Save time and money on your application platform deploying applications differently in Kubernetes.
We have come from a time where we deploy an application using an apparent and straight-line process. The traditional way is pretty much like this:- Wait until a weekend or some time where the load is low, and business can tolerate some service unavailability.
- We schedule the change and warn all the teams involved for that time to be ready to manage the impact.
- We deploy the new version and we have all the teams during the functional test they need to do to ensure that is working fine, and we wait for the real load to happen.
- We monitor during the first hours to see if something wrong happens, and in case it does, we establish a rollback process.
- As soon as everything goes fine, we wait until the next release in 3–4 months.
Introducing Canary Deployments
Canary deployments (or just Canarying as you prefer) are not something new, and a lot of people has been talking a lot about it:
bliki: CanaryRelease
A canary release occurs when you roll out a new version of some software to a small subset of your user base to see if there are any problems before you make it available to everyone.
Google - Site Reliability Engineering
Release engineering is a term we use to describe all the processes and artifacts related to getting code from a repository into a running production system. Automating releases can help avoid many of the traditional pitfalls associated with release engineering: the toil of repetitive and manual task…


- You don’t need a big staging environment as before because you can do some of the tests with real data into the production while not affecting your business and the availability of your services.
- You can reduce time to market and increase the frequency of deployments because you can do it with less effort and people involved.
- Your deployment window has been extended a lot as you do not need to wait for a specific time window, and because of that, you can deploy new functionality more frequently.
Implementing Canary Deployment in Kubernetes
To implement Canary Deployment in Kubernetes, we need to provide more flexibility to how the traffic is routed among our internal components, which is one of the capabilities that get extended from using a Service Mesh. We already discussed the benefits of using a Service Mesh as part of your environment, but if you would like to retake a look, please refer to this article:
Technology wars: API Management Solution vs Service Mesh
Service Mesh vs. API Management Solution: is it the same? Are they compatible? Are they rivals? Photo by Alvaro Reyes on Unsplash When we talk about communication in a distributed cloud-native world and especially when we are talking about container-based architectures based on Kubernetes platform like AKS, EKS, Openshift, and so on, two technologies generate a lot […]

Integrating Istio with BWCE Applications
Introduction Services Mesh is one the “greatest new thing” in our PaaS environments. No matter if you’re working with K8S, Docker Swarm, pure-cloud with EKS or AWS, you’ve heard and probably tried to know how can be used this new thing that has so many advantages because it provides a lot of options in handling […]
Kubernetes Service Discovery for Prometheus
In previous posts, we described how to set up Prometheus to work with your TIBCO BusinessWorks Container Edition apps, and you can read more about it here. In that post, we described that there were several ways to update Prometheus about the services that ready to monitor. And we choose the most simple at that […]

Using Spinnaker for Automated Canary Analysis
Automated canary analysis lets you partially roll out a change then evaluate it against the current deployment to assess its performance.
Summary
In this article, we covered how we can evolve a traditional deployment model to keep pace with innovation that businesses require today and how canary deployment techniques can help us on that journey, and the technology components needed to set up this strategy in your own environment.📚 Want to dive deeper into Kubernetes? This article is part of our comprehensive Kubernetes Architecture Patterns guide, where you’ll find all fundamental and advanced concepts explained step by step.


### TASK
In the listing below, a line holding "Identify the bounding" and a line holding "<element>window</element> detection?" mark the range. Retype both exactly, with all lines between them.

### MATERIAL FOR THIS EXERCISE
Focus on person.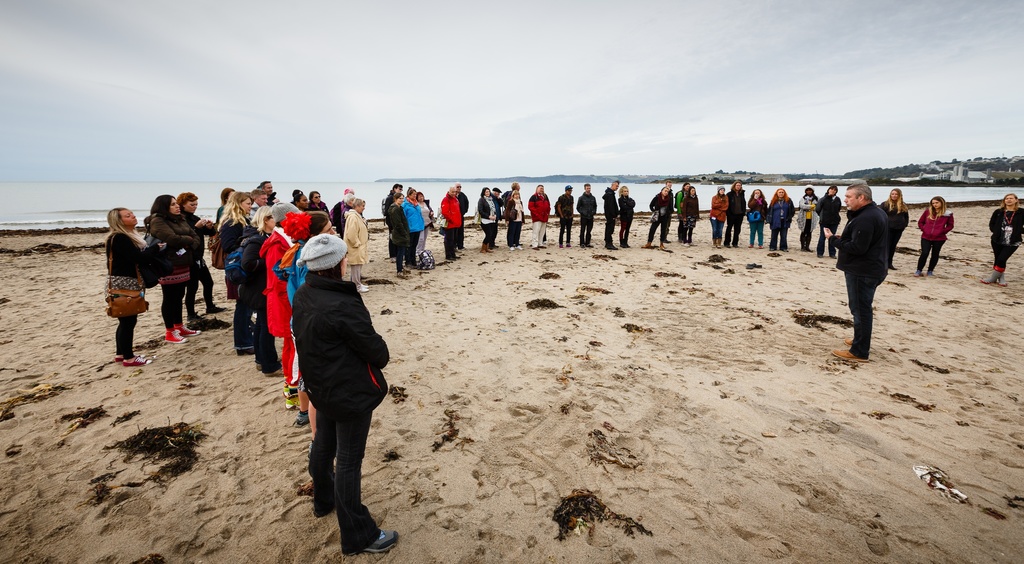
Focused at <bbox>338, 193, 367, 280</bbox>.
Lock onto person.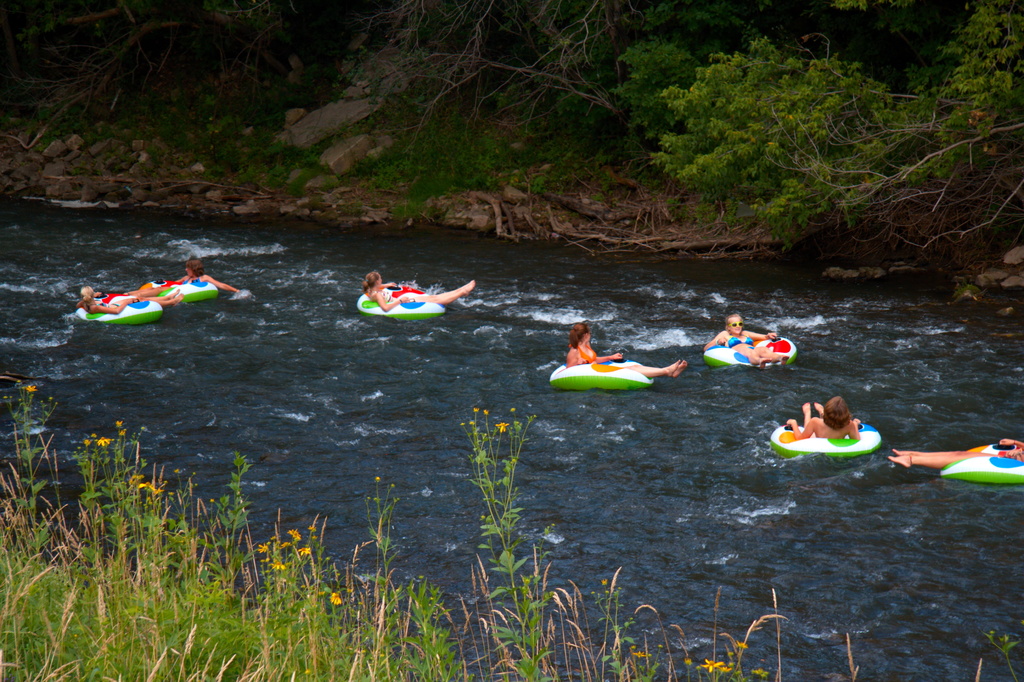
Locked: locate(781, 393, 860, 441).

--

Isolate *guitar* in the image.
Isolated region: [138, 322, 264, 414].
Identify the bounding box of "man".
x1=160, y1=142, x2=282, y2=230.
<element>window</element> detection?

==

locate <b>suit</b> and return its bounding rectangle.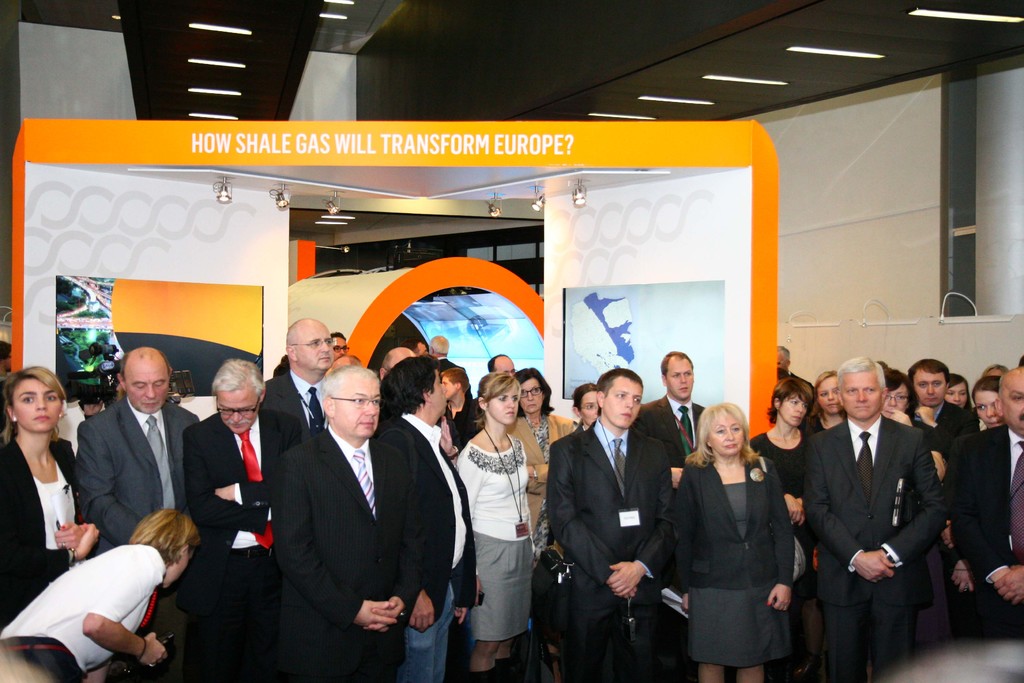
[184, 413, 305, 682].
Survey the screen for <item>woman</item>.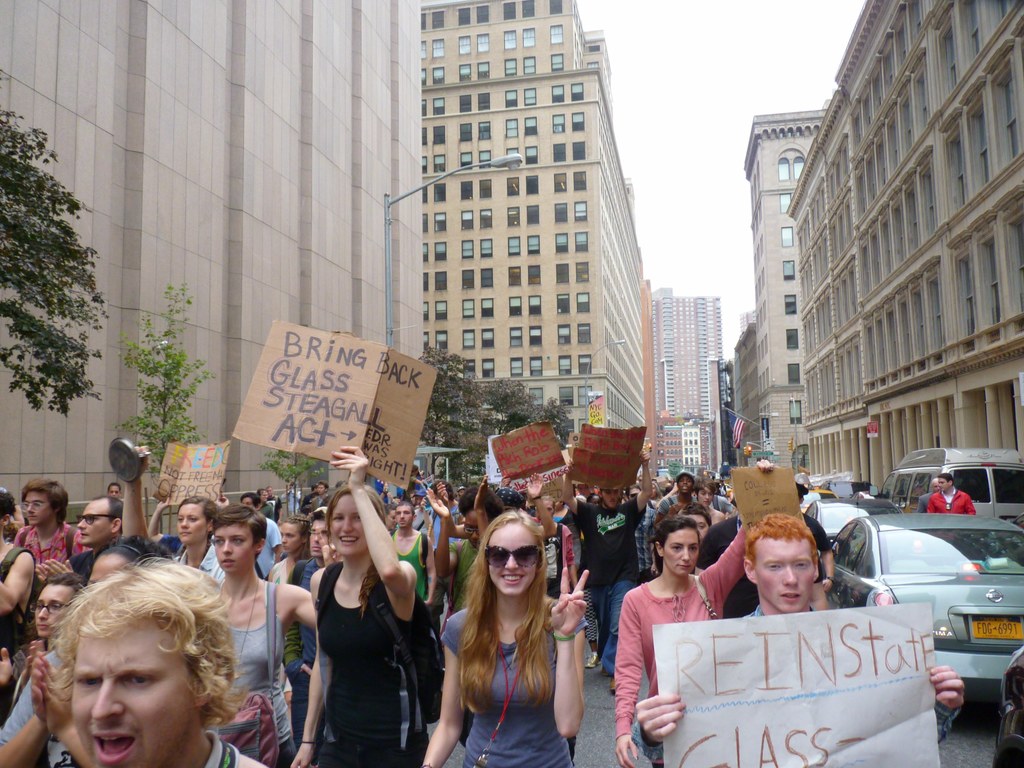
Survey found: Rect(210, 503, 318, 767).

### ANSWER SPACE
Identify the bounding box of "man".
x1=160, y1=142, x2=282, y2=230.
<element>window</element> detection?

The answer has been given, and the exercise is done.